I want to implement a self-defined random walk based on a given metapath. It seems DGL uses some C code to implement the actual process. Is there any way I can do this?
I have tried random walk based on networkx, but it super slow.
I want to implement a self-defined random walk based on a given metapath. It seems DGL uses some C code to implement the actual process. Is there any way I can do this?
I have tried random walk based on networkx, but it super slow.
dgl.sampling.random_walk
supports metapath-based random walks and you can also supply transition probabilities.
Do you have any further requirements?
Yeah, I need to give each node a different weight.
In some cases, the unnormalized transition probability will be all zero, I need the random walk to stop here. Can this be supported by dgl.sampling.random_walk
?
BTW. Have you tested the performance of the implementation on some giant graph? (e.g. 10^8 nodes)
No. The sum of the transition probabilities from a node must be positive.
From what I can tell uniform random walks are very efficient while non-uniform random walks will be slower than that. There’s still space to optimize for non-uniform random walks.
So how can I change the code to fufill my need? Is there any advice? thank you
If you know which node has the sum of transition probabilities 0, you can replace the probabilities with some other value, and after calling dgl.sampling.random_walk
you can manually terminate the generated trace afterwards if a sampled trace visits one of those nodes. You can use np.isin
to identify whether the elements in an array appears in another array.
Thank you, I’ll try it.
I got another question, in random_walk
, do we have to ensure the start node and the end node of a metapath are the same? (so it can extend to any length)
You don’t have to. However, the metapath should connect. Say you have this graph:
g = dgl.heterograph({
('A', 'AB', 'B'): (ss, dd),
('B', 'BA', 'A'): (dd, ss)})
Then
# works
dgl.sampling.random_walk(g, [0, 0, 0], metapath=['AB'])
# works
dgl.sampling.random_walk(g, [0, 0, 0], metapath=['AB', 'BA'])
# works; you extend your metapath to any length like this.
dgl.sampling.random_walk(g, [0, 0, 0], metapath=['AB', 'BA', 'AB', 'BA', 'AB', 'BA'])
# fails; edge type AB does not connect with AB.
dgl.sampling.random_walk(g, [0, 0, 0], metapath=['AB', 'AB'])
@BarclayII Hi Barclay, I still cannot figure the function out. In the example in DGL document
g2 = dgl.heterograph({
('user', 'follow', 'user'): ([0, 1, 1, 2, 3], [1, 2, 3, 0, 0]),
('user', 'view', 'item'): ([0, 0, 1, 2, 3, 3], [0, 1, 1, 2, 2, 1]),
('item', 'viewed-by', 'user'): ([0, 1, 1, 2, 2, 1], [0, 0, 1, 2, 3, 3])
dgl.sampling.random_walk(
g2, [0, 1, 2, 0], metapath=['follow', 'view', 'viewed-by'] * 2)
What is the second argument [0, 1, 2, 0] means? the [0, 1, 2, 0] is from the item type, or from user type? Both of them have the 0, 1, 2 nodes as their id.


# [DIRECTIONS]
Word for word, set down the listing that appears after this line.

# [DATASET RECORDS]
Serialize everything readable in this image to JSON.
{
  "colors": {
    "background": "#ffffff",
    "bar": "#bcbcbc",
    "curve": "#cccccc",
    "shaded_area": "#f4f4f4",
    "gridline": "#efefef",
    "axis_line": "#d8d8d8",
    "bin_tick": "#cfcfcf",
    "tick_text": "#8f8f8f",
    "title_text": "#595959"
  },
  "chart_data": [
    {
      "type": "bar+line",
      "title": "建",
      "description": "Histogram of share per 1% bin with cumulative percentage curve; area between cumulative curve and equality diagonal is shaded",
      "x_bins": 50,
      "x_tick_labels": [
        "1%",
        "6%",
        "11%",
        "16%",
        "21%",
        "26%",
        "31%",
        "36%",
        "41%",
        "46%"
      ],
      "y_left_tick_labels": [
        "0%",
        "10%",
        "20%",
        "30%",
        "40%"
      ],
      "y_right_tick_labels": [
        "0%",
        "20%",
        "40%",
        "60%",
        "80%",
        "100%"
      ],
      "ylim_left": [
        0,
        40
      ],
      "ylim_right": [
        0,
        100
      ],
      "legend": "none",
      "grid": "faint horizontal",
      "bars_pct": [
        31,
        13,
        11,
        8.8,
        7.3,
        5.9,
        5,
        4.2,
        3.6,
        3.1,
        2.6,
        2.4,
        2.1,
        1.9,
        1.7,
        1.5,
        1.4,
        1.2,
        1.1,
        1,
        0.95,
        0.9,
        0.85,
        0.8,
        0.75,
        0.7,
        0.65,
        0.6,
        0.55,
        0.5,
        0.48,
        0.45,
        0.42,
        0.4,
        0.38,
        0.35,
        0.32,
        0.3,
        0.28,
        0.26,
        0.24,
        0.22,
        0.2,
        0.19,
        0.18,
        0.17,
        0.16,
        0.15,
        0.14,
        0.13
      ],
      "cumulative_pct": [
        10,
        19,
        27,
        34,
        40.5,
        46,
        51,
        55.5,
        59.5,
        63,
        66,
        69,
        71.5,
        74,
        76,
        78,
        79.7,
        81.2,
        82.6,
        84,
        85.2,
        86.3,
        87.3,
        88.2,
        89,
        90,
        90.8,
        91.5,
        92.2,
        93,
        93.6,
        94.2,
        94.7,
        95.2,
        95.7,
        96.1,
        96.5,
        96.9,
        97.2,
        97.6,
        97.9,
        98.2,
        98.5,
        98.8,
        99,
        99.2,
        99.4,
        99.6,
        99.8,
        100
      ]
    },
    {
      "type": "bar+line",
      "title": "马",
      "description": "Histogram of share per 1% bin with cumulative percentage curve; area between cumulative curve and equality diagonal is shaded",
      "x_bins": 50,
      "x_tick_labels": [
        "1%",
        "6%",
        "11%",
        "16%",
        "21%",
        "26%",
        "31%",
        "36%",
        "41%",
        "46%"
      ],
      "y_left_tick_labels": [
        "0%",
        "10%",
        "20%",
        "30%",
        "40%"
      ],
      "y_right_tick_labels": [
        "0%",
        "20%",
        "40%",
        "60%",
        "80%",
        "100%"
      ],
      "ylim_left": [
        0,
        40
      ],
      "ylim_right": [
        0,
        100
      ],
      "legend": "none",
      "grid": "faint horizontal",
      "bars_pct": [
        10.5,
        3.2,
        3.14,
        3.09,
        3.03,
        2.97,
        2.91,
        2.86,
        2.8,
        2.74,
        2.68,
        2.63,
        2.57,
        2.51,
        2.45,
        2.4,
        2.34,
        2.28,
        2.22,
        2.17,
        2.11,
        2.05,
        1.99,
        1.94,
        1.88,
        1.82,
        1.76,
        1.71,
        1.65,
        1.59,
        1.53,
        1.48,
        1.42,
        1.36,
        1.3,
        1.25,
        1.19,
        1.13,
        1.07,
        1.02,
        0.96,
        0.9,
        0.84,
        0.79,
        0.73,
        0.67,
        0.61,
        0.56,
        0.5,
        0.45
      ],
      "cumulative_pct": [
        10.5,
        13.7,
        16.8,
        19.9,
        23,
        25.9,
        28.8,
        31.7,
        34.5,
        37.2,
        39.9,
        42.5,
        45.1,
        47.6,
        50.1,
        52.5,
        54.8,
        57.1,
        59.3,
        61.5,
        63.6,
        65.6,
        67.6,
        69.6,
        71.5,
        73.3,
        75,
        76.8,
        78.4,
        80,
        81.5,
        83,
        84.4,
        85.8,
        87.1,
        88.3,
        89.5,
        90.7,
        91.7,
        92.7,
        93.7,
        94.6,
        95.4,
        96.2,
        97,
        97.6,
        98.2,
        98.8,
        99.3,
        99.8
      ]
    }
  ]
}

# [RESULT FOR THIS EXERCISE]
Serialize everything readable in this image to JSON.
{
  "colors": {
    "background": "#ffffff",
    "bar": "#bcbcbc",
    "curve": "#cccccc",
    "shaded_area": "#f4f4f4",
    "gridline": "#efefef",
    "axis_line": "#d8d8d8",
    "bin_tick": "#cfcfcf",
    "tick_text": "#8f8f8f",
    "title_text": "#595959"
  },
  "chart_data": [
    {
      "type": "bar+line",
      "title": "建",
      "description": "Histogram of share per 1% bin with cumulative percentage curve; area between cumulative curve and equality diagonal is shaded",
      "x_bins": 50,
      "x_tick_labels": [
        "1%",
        "6%",
        "11%",
        "16%",
        "21%",
        "26%",
        "31%",
        "36%",
        "41%",
        "46%"
      ],
      "y_left_tick_labels": [
        "0%",
        "10%",
        "20%",
        "30%",
        "40%"
      ],
      "y_right_tick_labels": [
        "0%",
        "20%",
        "40%",
        "60%",
        "80%",
        "100%"
      ],
      "ylim_left": [
        0,
        40
      ],
      "ylim_right": [
        0,
        100
      ],
      "legend": "none",
      "grid": "faint horizontal",
      "bars_pct": [
        31,
        13,
        11,
        8.8,
        7.3,
        5.9,
        5,
        4.2,
        3.6,
        3.1,
        2.6,
        2.4,
        2.1,
        1.9,
        1.7,
        1.5,
        1.4,
        1.2,
        1.1,
        1,
        0.95,
        0.9,
        0.85,
        0.8,
        0.75,
        0.7,
        0.65,
        0.6,
        0.55,
        0.5,
        0.48,
        0.45,
        0.42,
        0.4,
        0.38,
        0.35,
        0.32,
        0.3,
        0.28,
        0.26,
        0.24,
        0.22,
        0.2,
        0.19,
        0.18,
        0.17,
        0.16,
        0.15,
        0.14,
        0.13
      ],
      "cumulative_pct": [
        10,
        19,
        27,
        34,
        40.5,
        46,
        51,
        55.5,
        59.5,
        63,
        66,
        69,
        71.5,
        74,
        76,
        78,
        79.7,
        81.2,
        82.6,
        84,
        85.2,
        86.3,
        87.3,
        88.2,
        89,
        90,
        90.8,
        91.5,
        92.2,
        93,
        93.6,
        94.2,
        94.7,
        95.2,
        95.7,
        96.1,
        96.5,
        96.9,
        97.2,
        97.6,
        97.9,
        98.2,
        98.5,
        98.8,
        99,
        99.2,
        99.4,
        99.6,
        99.8,
        100
      ]
    },
    {
      "type": "bar+line",
      "title": "马",
      "description": "Histogram of share per 1% bin with cumulative percentage curve; area between cumulative curve and equality diagonal is shaded",
      "x_bins": 50,
      "x_tick_labels": [
        "1%",
        "6%",
        "11%",
        "16%",
        "21%",
        "26%",
        "31%",
        "36%",
        "41%",
        "46%"
      ],
      "y_left_tick_labels": [
        "0%",
        "10%",
        "20%",
        "30%",
        "40%"
      ],
      "y_right_tick_labels": [
        "0%",
        "20%",
        "40%",
        "60%",
        "80%",
        "100%"
      ],
      "ylim_left": [
        0,
        40
      ],
      "ylim_right": [
        0,
        100
      ],
      "legend": "none",
      "grid": "faint horizontal",
      "bars_pct": [
        10.5,
        3.2,
        3.14,
        3.09,
        3.03,
        2.97,
        2.91,
        2.86,
        2.8,
        2.74,
        2.68,
        2.63,
        2.57,
        2.51,
        2.45,
        2.4,
        2.34,
        2.28,
        2.22,
        2.17,
        2.11,
        2.05,
        1.99,
        1.94,
        1.88,
        1.82,
        1.76,
        1.71,
        1.65,
        1.59,
        1.53,
        1.48,
        1.42,
        1.36,
        1.3,
        1.25,
        1.19,
        1.13,
        1.07,
        1.02,
        0.96,
        0.9,
        0.84,
        0.79,
        0.73,
        0.67,
        0.61,
        0.56,
        0.5,
        0.45
      ],
      "cumulative_pct": [
        10.5,
        13.7,
        16.8,
        19.9,
        23,
        25.9,
        28.8,
        31.7,
        34.5,
        37.2,
        39.9,
        42.5,
        45.1,
        47.6,
        50.1,
        52.5,
        54.8,
        57.1,
        59.3,
        61.5,
        63.6,
        65.6,
        67.6,
        69.6,
        71.5,
        73.3,
        75,
        76.8,
        78.4,
        80,
        81.5,
        83,
        84.4,
        85.8,
        87.1,
        88.3,
        89.5,
        90.7,
        91.7,
        92.7,
        93.7,
        94.6,
        95.4,
        96.2,
        97,
        97.6,
        98.2,
        98.8,
        99.3,
        99.8
      ]
    }
  ]
}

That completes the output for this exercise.